There’s a glow around the woman, a light golden hue. I’m here for her. An intense heat burns across my back. I hate this part. I hate everything about this.
Knowing that I have to get to the woman, I stumble in her direction. When I’m close she looks up.
“You okay?” she asks in a clipped tone.
I want to scream, No! I’m not okay! I’m dissolving in front of your eyes! But instead I whisper, “Yeah. Just bad cramps.” I grab the hard plastic chair next to her before sitting down on it. I’m trying to hold myself together, but I wonder if my skin is turning gray or gold. What would all the officers here do if it spreads to my face? Would they be scared of me?
“Are you sure you’re okay?” the woman asks. I look sideways at her, about to tell her again that I’m fine, but my eyelids flutter and behind them I see visions.
Kendra Rudolph. I see her growing up as an only child, happy. Her mother was an elementary school teacher and her father was a cop. But when Kendra graduated high school, she had a scholarship to Yale. Her parents had struggled to make ends meet her whole life, and even though they’d given her everything she needed, Kendra didn’t want a future like theirs, of barely getting by. She never married, never really had time to date. She’s ambitious. She’s incredibly ambitious.
I see Kendra sitting in a large office, phone in one hand, file in the other. She’s a hotshot defense attorney, but that means putting in lots of hours. But she’s willing to do it—because she wants to make partner.
She’s expensive to hire, but she keeps her clients from going to jail. And in the past twenty years, she’s never lost. Not once. She’s protected both sinners and saints. But in the end, she doesn’t care which they are. As long as they pay her fee.

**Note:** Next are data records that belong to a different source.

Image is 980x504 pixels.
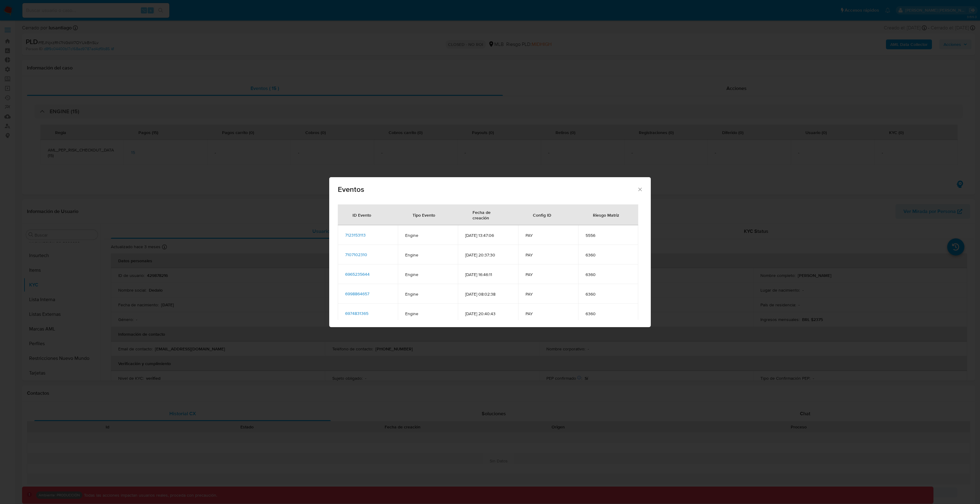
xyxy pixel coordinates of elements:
[526,208,559,222] div: Config ID
[345,252,367,258] span: 7107102310
[637,186,643,192] button: Cerrar
[465,311,511,317] span: [DATE] 20:40:43
[586,291,631,297] span: 6360
[345,310,369,317] span: 6974831365
[405,233,451,238] span: Engine
[586,272,631,277] span: 6360
[465,205,511,225] div: Fecha de creación
[345,232,366,238] span: 7123153113
[526,252,571,258] span: PAY
[465,252,511,258] span: [DATE] 20:37:30
[338,186,637,193] span: Eventos
[586,252,631,258] span: 6360
[526,311,571,317] span: PAY
[465,272,511,277] span: [DATE] 16:46:11
[586,311,631,317] span: 6360
[586,233,631,238] span: 5556
[526,272,571,277] span: PAY
[405,252,451,258] span: Engine
[405,208,443,222] div: Tipo Evento
[586,208,627,222] div: Riesgo Matriz
[465,233,511,238] span: [DATE] 13:47:06
[345,291,369,297] span: 6998864657
[405,272,451,277] span: Engine
[405,291,451,297] span: Engine
[526,291,571,297] span: PAY
[526,233,571,238] span: PAY
[405,311,451,317] span: Engine
[345,271,370,277] span: 6965235644
[345,208,379,222] div: ID Evento
[465,291,511,297] span: [DATE] 08:02:38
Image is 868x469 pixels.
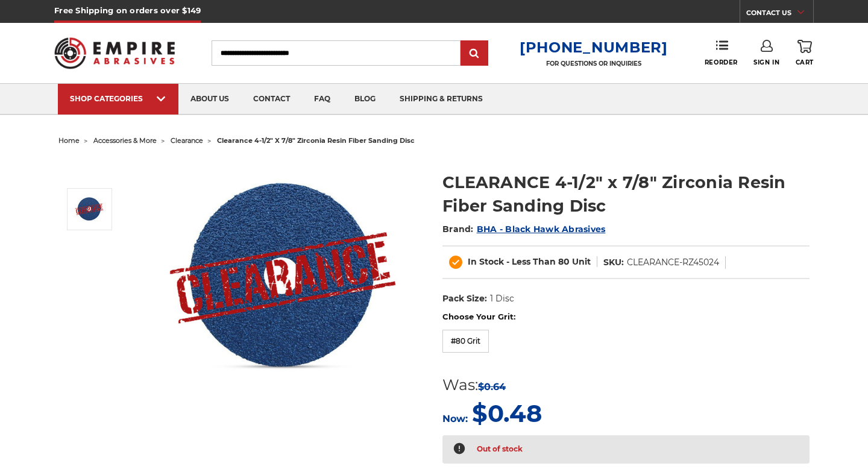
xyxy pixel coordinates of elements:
dd: 1 Disc [490,293,514,304]
a: blog [342,83,388,114]
a: Cart [796,40,813,66]
a: faq [302,83,342,114]
span: Cart [796,59,813,66]
a: Reorder [704,40,738,65]
a: clearance [171,136,203,145]
a: shipping & returns [388,83,495,114]
span: - Less Than [506,256,556,267]
img: Empire Abrasives [55,30,175,76]
span: $0.48 [472,399,542,427]
a: BHA - Black Hawk Abrasives [477,223,606,234]
h1: CLEARANCE 4-1/2" x 7/8" Zirconia Resin Fiber Sanding Disc [442,171,809,217]
div: SHOP CATEGORIES [69,94,167,103]
span: Sign In [754,59,780,66]
p: Out of stock [477,441,523,457]
a: contact [241,83,302,114]
p: FOR QUESTIONS OR INQUIRIES [520,59,668,67]
span: In Stock [468,256,504,267]
label: Choose Your Grit: [442,311,809,323]
div: Was: [442,374,542,397]
span: Brand: [442,223,474,234]
img: CLEARANCE 4-1/2" zirc resin fiber disc [74,194,104,224]
input: Submit [462,42,486,65]
a: [PHONE_NUMBER] [520,39,668,57]
span: Now: [442,412,468,424]
dt: Pack Size: [442,293,487,304]
span: Reorder [704,59,738,66]
span: 80 [558,256,569,267]
a: about us [179,83,241,114]
dd: CLEARANCE-RZ45024 [627,256,719,269]
dt: SKU: [603,256,624,269]
img: CLEARANCE 4-1/2" zirc resin fiber disc [162,158,404,398]
span: clearance 4-1/2" x 7/8" zirconia resin fiber sanding disc [217,136,415,145]
a: CONTACT US [746,6,813,23]
span: Unit [572,256,590,267]
span: $0.64 [478,381,506,393]
a: accessories & more [93,136,157,145]
a: home [59,136,79,145]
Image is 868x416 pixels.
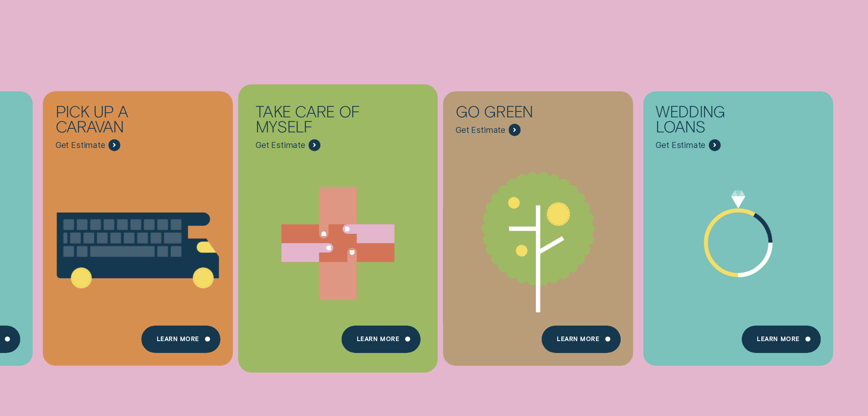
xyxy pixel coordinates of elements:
a: Learn more [542,325,620,352]
div: Take care of myself [256,104,378,138]
a: Pick up a caravan - Learn more [43,91,233,357]
a: Go green - Learn more [443,91,633,357]
div: Pick up a caravan [55,104,178,138]
a: Take care of myself - Learn more [243,91,433,357]
span: Get Estimate [55,140,105,150]
a: Learn more [742,325,821,352]
a: Wedding Loans - Learn more [644,91,833,357]
div: Wedding Loans [656,104,777,138]
a: Learn More [141,325,220,352]
span: Get Estimate [456,125,506,135]
div: Go green [456,104,577,124]
span: Get Estimate [656,140,706,150]
span: Get Estimate [256,140,305,150]
a: Learn more [342,325,420,352]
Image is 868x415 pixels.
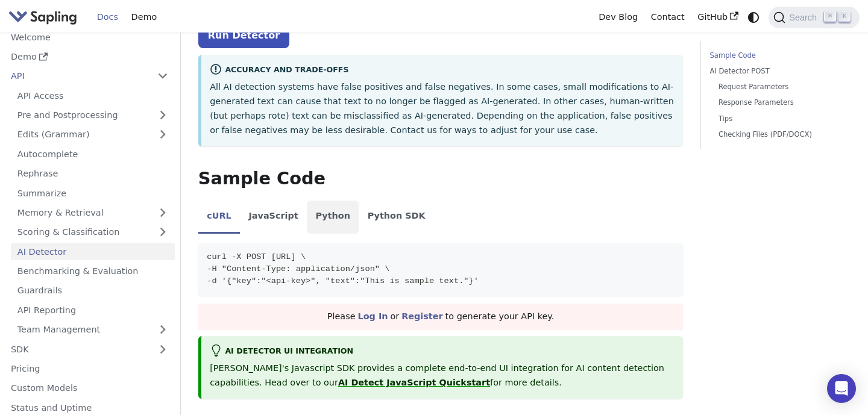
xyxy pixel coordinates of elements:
[240,201,307,235] li: JavaScript
[125,8,163,27] a: Demo
[210,362,675,390] p: [PERSON_NAME]'s Javascript SDK provides a complete end-to-end UI integration for AI content detec...
[401,311,443,321] a: Register
[307,201,359,235] li: Python
[710,65,846,77] a: AI Detector POST
[11,204,175,222] a: Memory & Retrieval
[11,301,175,318] a: API Reporting
[785,13,824,22] span: Search
[90,8,125,27] a: Docs
[198,168,684,190] h2: Sample Code
[359,201,434,235] li: Python SDK
[719,81,842,93] a: Request Parameters
[4,67,151,85] a: API
[207,276,479,285] span: -d '{"key":"<api-key>", "text":"This is sample text."}'
[719,113,842,125] a: Tips
[4,360,175,378] a: Pricing
[198,304,684,330] div: Please or to generate your API key.
[691,8,744,27] a: GitHub
[768,6,859,29] button: Search (Command+K)
[11,243,175,260] a: AI Detector
[358,311,388,321] a: Log In
[11,184,175,202] a: Summarize
[4,29,175,46] a: Welcome
[824,11,836,22] kbd: ⌘
[644,8,691,27] a: Contact
[710,50,846,62] a: Sample Code
[4,48,175,65] a: Demo
[11,282,175,299] a: Guardrails
[11,262,175,280] a: Benchmarking & Evaluation
[11,321,175,339] a: Team Management
[827,374,856,403] div: Open Intercom Messenger
[198,201,240,235] li: cURL
[11,224,175,241] a: Scoring & Classification
[210,64,675,78] div: Accuracy and Trade-offs
[11,107,175,124] a: Pre and Postprocessing
[592,8,644,27] a: Dev Blog
[838,11,850,22] kbd: K
[8,8,81,26] a: Sapling.ai
[210,80,675,137] p: All AI detection systems have false positives and false negatives. In some cases, small modificat...
[11,86,175,104] a: API Access
[11,126,175,144] a: Edits (Grammar)
[198,22,289,48] a: Run Detector
[745,8,762,26] button: Switch between dark and light mode (currently system mode)
[210,344,675,359] div: AI Detector UI integration
[207,252,306,261] span: curl -X POST [URL] \
[11,165,175,182] a: Rephrase
[151,340,175,358] button: Expand sidebar category 'SDK'
[151,67,175,85] button: Collapse sidebar category 'API'
[338,378,490,387] a: AI Detect JavaScript Quickstart
[11,145,175,163] a: Autocomplete
[207,264,389,273] span: -H "Content-Type: application/json" \
[719,97,842,109] a: Response Parameters
[8,8,77,26] img: Sapling.ai
[719,129,842,140] a: Checking Files (PDF/DOCX)
[4,340,151,358] a: SDK
[4,379,175,397] a: Custom Models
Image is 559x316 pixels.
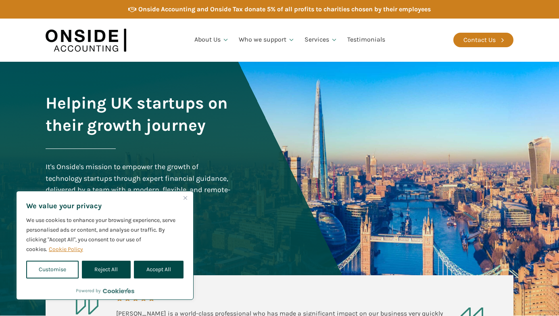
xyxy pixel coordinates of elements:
[343,26,390,54] a: Testimonials
[82,261,130,279] button: Reject All
[454,33,514,47] a: Contact Us
[46,92,233,136] h1: Helping UK startups on their growth journey
[180,193,190,203] button: Close
[300,26,343,54] a: Services
[184,196,187,200] img: Close
[103,288,134,293] a: Visit CookieYes website
[46,25,126,56] img: Onside Accounting
[26,261,79,279] button: Customise
[234,26,300,54] a: Who we support
[190,26,234,54] a: About Us
[16,191,194,300] div: We value your privacy
[134,261,184,279] button: Accept All
[26,201,184,211] p: We value your privacy
[76,287,134,295] div: Powered by
[46,161,233,207] div: It's Onside's mission to empower the growth of technology startups through expert financial guida...
[464,35,496,45] div: Contact Us
[26,216,184,254] p: We use cookies to enhance your browsing experience, serve personalised ads or content, and analys...
[48,245,84,253] a: Cookie Policy
[138,4,431,15] div: Onside Accounting and Onside Tax donate 5% of all profits to charities chosen by their employees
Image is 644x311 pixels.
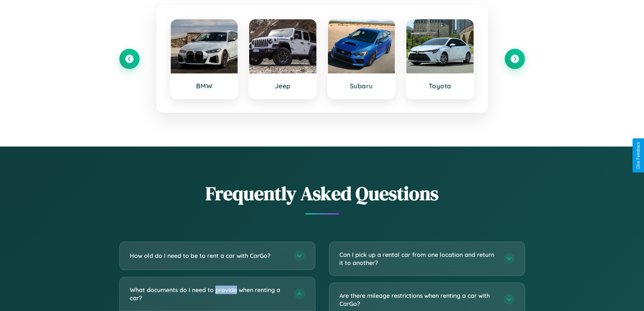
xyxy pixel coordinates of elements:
[177,82,231,90] h3: BMW
[119,181,525,207] h2: Frequently Asked Questions
[636,142,641,169] div: Give Feedback
[335,82,389,90] h3: Subaru
[256,82,310,90] h3: Jeep
[130,286,287,302] h3: What documents do I need to provide when renting a car?
[413,82,467,90] h3: Toyota
[340,291,497,308] h3: Are there mileage restrictions when renting a car with CarGo?
[340,251,497,267] h3: Can I pick up a rental car from one location and return it to another?
[130,251,287,260] h3: How old do I need to be to rent a car with CarGo?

I open my eyes and see Kendra staring at me, asking if I’m okay. She’s never loved anyone in her life—only herself. Only success.
“It’s just money,” I whisper. Kendra’s aura flares up slightly at the mention of the word and I can feel her desire for it. Her obsession.
I fall back into a vision and suddenly I am her, three weeks from now. I’m in my office, phone at my ear. There’s an older woman rambling, promising to pay twice my usual fee if I defend her son. I smile, knowing that it means a new Jaguar, or possibly a vacation to Costa Rica.
But the case will be tough. I’ve read about her son in the paper. He killed a cop, and those cases are notoriously tough to win. I pick up the day’s newspaper again, and the man splashed across the front page is Phillip Windmere, a twenty-seven-year-old trust-fund kid turned addict. It says that evidence was just recovered tying him to the murder of a cop two years ago. It says he—
I gasp, pulled back into the reception area with Kendra. “Harlin’s dad,” I murmur.
“Excuse me?”
Heat prickles my skin, stinging just as the message comes to me. “You’ll win,” I say. I cover my mouth, horrified at the words. No! She can’t!
“Win what?”
I try to resist seeing anything more, but it’s like a nail is driven through my head. I scream out in pain and put my palms to my temples. I can feel the room of people watching me. But I can’t stop the visions—the Need won’t let me free this time. And after seeing what happens when I resist, I’m not sure I can go through it again. The pain. The Shadows.